A dear friend referred recently to having “a Rilke moment.” That returned me to Rainer Maria Rilke’s Letters to a Young Poet (trans. Stephen Mitchell), perhaps the most famous and most treasured letters of the last century. The ten letters were written to Franz Xaver Kappus, a 19-year-old cadet at the Theresian Military Academy. He was seeking advice from the young Rilke, who was less than a decade older, for guidance on writing his own poetry. He got advice on a lot more than that.

An excerpt from the seventh letter, written on May 14, 1904:

It is also good to love: because love is difficult. For one human being to love another human being: that is perhaps the most difficult task that has been entrusted to us, the ultimate task, the final test and proof, the work for which all other work is merely preparation. That is why young people, who are beginners in everything, are not yet capable of love: it is something they must learn. With their whole being, with all their forces, gathered around their solitary, anxious, upward-beating heart, they must learn to love. But learning-time is always a long, secluded time, and therefore loving, for a long time ahead and far on into life, is –: solitude, a heightened and deepened kind of aloneness for the person who loves. Loving does not at first mean merging, surrendering, and uniting with another person (for what would a union be of two people who are unclarified, unfinished, and still incoherent –?), it is a high inducement for the individual to ripen, to become something in himself, to become world, to become world in himself for the sake of another person; it is a great demanding claim on him, something that chooses him and calls him to vast distances. Only in this sense, as the task of working on themselves (“to hearken and to hammer day and night”), may young people use the love that is given to them. Merging and surrendering and every kind of communion is not for them (who must still, for a long, long time, save and gather themselves); it is the ultimate, is perhaps that for which human lives are as yet barely large enough. …

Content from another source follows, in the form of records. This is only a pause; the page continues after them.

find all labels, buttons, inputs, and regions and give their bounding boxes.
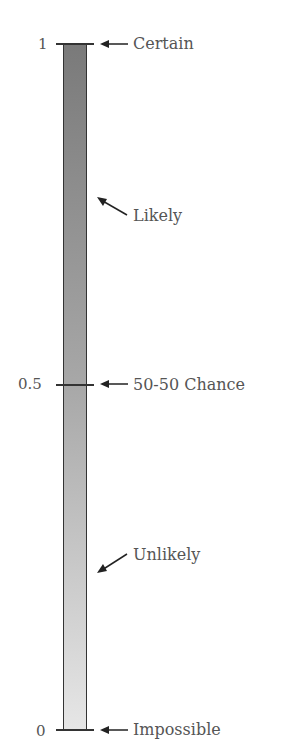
label-unlikely: Unlikely [133,545,200,564]
label-50-50-chance: 50-50 Chance [133,375,245,394]
arrow-left-icon [100,378,130,390]
tick-0-5 [56,384,94,386]
probability-bar [63,44,87,730]
tick-1 [56,43,94,45]
label-certain: Certain [133,34,194,53]
label-likely: Likely [133,206,182,225]
label-impossible: Impossible [133,720,221,739]
tick-value-0: 0 [36,722,46,740]
arrow-diagonal-icon [97,552,129,574]
tick-0 [56,729,94,731]
arrow-left-icon [100,38,130,50]
arrow-diagonal-icon [97,197,129,217]
arrow-left-icon [100,724,130,736]
tick-value-0-5: 0.5 [18,375,42,393]
tick-value-1: 1 [38,35,48,53]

Whoever looks seriously will find that neither for death, which is difficult, nor for difficult love has any clarification, any solution, any hint of a path been perceived; and for both these tasks, which we carry wrapped up and hand on without opening, there is no general, agreed-upon rule that can be discovered. But in the same measure in which we begin to test life as individuals, these great things will come to meet us, the individuals, with greater intimacy. The claims that the difficult work of love makes upon our development are greater than life, and we, as beginners, are not equal to them. But if we nevertheless endure and take this love upon us as a burden and apprenticeship, instead of losing ourselves in the whole easy and frivolous game behind which people have hidden from the most solemn solemnity of their being, – then a small advance and a lightening will perhaps be perceptible to those who come long after us. That would be much.